Does using more variables have any impact on the efficiency of the code?
I.E. does this code:
function get_random_string($valid_chars, $length)
{
$random_string = "";
$num_valid_chars = strlen($valid_chars);
for ($i = 0; $i < $length; $i++)
{
$random_pick = mt_rand(1, $num_valid_chars);
$random_char = $valid_chars[$random_pick-1];
$random_string .= $random_char;
}
return $random_string;
}
work more efficiently than this:
function get_random_string($valid_chars, $length)
{
$random_string = "";
for ($i = 0; $i < $length; $i++)
$num_valid_chars=strlen($valid_chars);
{
$random_string .= $valid_chars[mt_rand(1, $num_valid_chars)-1];
}
return $random_string;
}
In the end, you won’t notice the difference unless your real code completly different from the example.
Remember that even if PHP is not being compiled per se, the code still gets parsed and op-code compiled and even cached. The result can be dramaticaly different from what you coded in the first place.
Your job as a developper is to make clean, readable code that answer’s the client request. Obviously, don’t use techniques that forcefuly makes the code bloaty and slow, the rest is the Zend Optimizer’s job, don’t worry about it.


- _Work item_: Output every entry below word for word, without its pictures.

- _Records for this exercise_:
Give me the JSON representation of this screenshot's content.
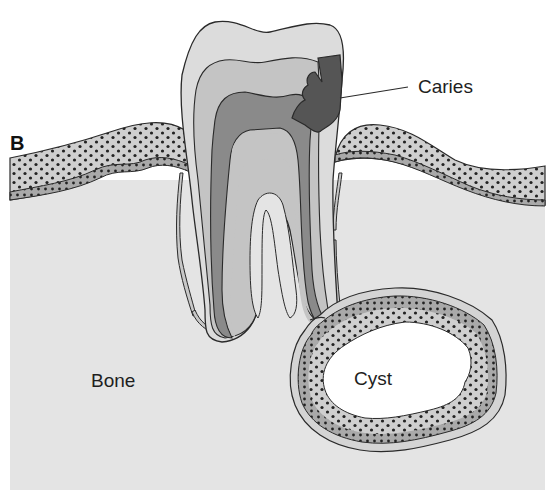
{
  "figure": {
    "panel_letter": "B",
    "labels": {
      "caries": "Caries",
      "bone": "Bone",
      "cyst": "Cyst"
    },
    "colors": {
      "background": "#ffffff",
      "bone": "#e4e4e4",
      "gum": "#cfcfcf",
      "gum_dots": "#222222",
      "enamel": "#dcdcdc",
      "dentin": "#b9b9b9",
      "pulp": "#8a8a8a",
      "caries": "#555555",
      "cyst_lumen": "#ffffff",
      "outline": "#2a2a2a"
    }
  }
}
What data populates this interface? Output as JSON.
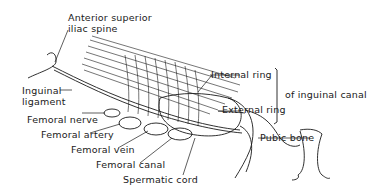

- _Result for this exercise_:
Give me the JSON representation of this screenshot's content.
{
  "figure": {
    "panel_letter": "B",
    "labels": {
      "caries": "Caries",
      "bone": "Bone",
      "cyst": "Cyst"
    },
    "colors": {
      "background": "#ffffff",
      "bone": "#e4e4e4",
      "gum": "#cfcfcf",
      "gum_dots": "#222222",
      "enamel": "#dcdcdc",
      "dentin": "#b9b9b9",
      "pulp": "#8a8a8a",
      "caries": "#555555",
      "cyst_lumen": "#ffffff",
      "outline": "#2a2a2a"
    }
  }
}
What data populates this interface? Output as JSON.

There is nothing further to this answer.